High court calls ban OK attempt to deter crime

BY BEN L. KAUFMAN
The Cincinnati Enquirer

        The U.S. Supreme Court on Wednesday encouraged Union Township's attempts to control adult entertainment in Clermont County.

        Justices said the Erie, Pa., ban on all public nudity could cover nude dancing without violating First Amendment freedom of expression.

        More important to Union Township, the high court also said the ban was an acceptable attempt to prevent or reduce such secondary impacts as crime attributed to nude dancing clientele.

        Wednesday's 6-3 decision goes further than any regulations attempted by Union Township to stop nude dancing at Deja Vu, 516 Batavia Pike.

        The ruling “sounded pretty good to me,” said township attorney Lawrence E. Barbiere, but he would not elaborate until he studied the opinion.

        Deja Vu attorney H. Louis Sirkin also found something to applaud:

        Union Township can't ban public nudity or nude dancing, because Ohio law says exposed breasts or pubic areas are not necessarily indecent.

        Rather, the three-year court battle focuses on licensing rules that Mr. Sirkin says violate the rights of Deja Vu and its employees.

        If the township tries to justify its licensing with studies from other communities that “prove” nude dancing imposes negative secondary effects on a community, the Supreme Court “clearly gives us the right to rebut that,” Mr. Sirkin said.

        Until Wednesday, Mr. Sirkin said, courts assumed such studies were valid and it was very difficult to argue other wise.

        Mr. Sirkin would not predict his next move until he talked with Mr. Barbiere.

        Action in the Deja Vu case was postponed late last year after U.S. District Judge Sandra S. Beckwith denied an injunction against the township. Rather than press on, everyone agreed to wait until the Supreme Court ruled on the Erie law.

        Meanwhile, Union Township has not enforced the challenged rules.

        Erie made it illegal to knowingly or intentionally appear in public in a “state of nudity,” but female barroom dancers could perform in pasties and a G-string. Pennsylvania's highest court said the law infringed on First Amendment freedom.

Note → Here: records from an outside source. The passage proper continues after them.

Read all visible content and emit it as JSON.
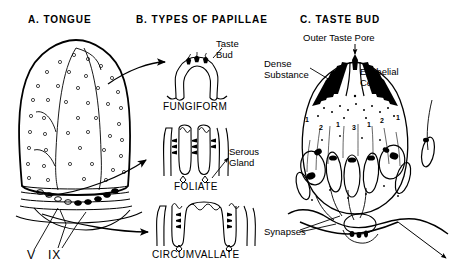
{
  "figure": {
    "background": "#ffffff",
    "ink": "#000000",
    "panels": [
      {
        "id": "a",
        "heading": "A. TONGUE"
      },
      {
        "id": "b",
        "heading": "B. TYPES OF PAPILLAE"
      },
      {
        "id": "c",
        "heading": "C. TASTE BUD"
      }
    ]
  },
  "panel_a": {
    "heading": "A. TONGUE",
    "nerve_labels": [
      {
        "name": "trigeminal",
        "text": "V"
      },
      {
        "name": "glossopharyngeal",
        "text": "IX"
      }
    ]
  },
  "panel_b": {
    "heading": "B. TYPES OF PAPILLAE",
    "papillae": [
      {
        "name": "fungiform",
        "caption": "FUNGIFORM"
      },
      {
        "name": "foliate",
        "caption": "FOLIATE"
      },
      {
        "name": "circumvallate",
        "caption": "CIRCUMVALLATE"
      }
    ],
    "callouts": [
      {
        "name": "taste-bud",
        "line1": "Taste",
        "line2": "Bud"
      },
      {
        "name": "serous-gland",
        "line1": "Serous",
        "line2": "Gland"
      }
    ]
  },
  "panel_c": {
    "heading": "C. TASTE BUD",
    "callouts": [
      {
        "name": "outer-taste-pore",
        "text": "Outer Taste Pore"
      },
      {
        "name": "dense-substance",
        "line1": "Dense",
        "line2": "Substance"
      },
      {
        "name": "epithelial-cells",
        "line1": "Epithelial",
        "line2": "Cells"
      },
      {
        "name": "synapses",
        "text": "Synapses"
      }
    ],
    "cell_numbers": [
      "1",
      "2",
      "1",
      "3",
      "1",
      "2",
      "1"
    ]
  }
}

        Wednesday, the Supreme Court said nude dancing is “expressive conduct” but it “falls only within the outer ambit” of First Amendment protection.

        In the main opinion, Justice Sandra Day O'Connor conceded that the nudity ban might have “some minimal effect on the erotic message by muting that portion of the expression that occurs when the last stitch is dropped.”

        However, she said, women are free to perform wearing pasties and G-strings, and that “leaves ample capacity to convey the dancer's erotic message.”

        A key point was her belief that the nude-dancing ban was not aimed at the protected erotic message. Rather, Justice O'Connor said, it furthers the community's “interest in combating the negative secondary effects associated with adult entertainment establishments.”

        Chief Justice William H. Rehnquist and Justices Anthony M. Kennedy and Stephen G. Breyer joined her opinion.

        Justices Antonin Scalia and Clarence Thomas, in a separate opinion, upheld the Erie law on different grounds. They cited “the traditional power of government to foster good morals ... and the acceptability of the traditional judgment ... that nude public dancing itself is immoral.”

        Mr. Sirkin found that reasoning “very dangerous for the First Amendment” if applied to other forms of protected expression.

        On the other hand, Mr. Sirkin praised Justice David H. Souter, who would have sent the case back for Erie to prove its ordinance was designed to deal with “real harms” to the community.

        Justices John Paul Stevens and Ruth Bader Ginsburg dissented even more forcefully. They said the court had decided for the first time that secondary effects “may justify the total suppression of protected speech. ... Indeed, the plurality opinion concludes that admittedly trivial advancements of a state's interests may provide the basis for censorship.”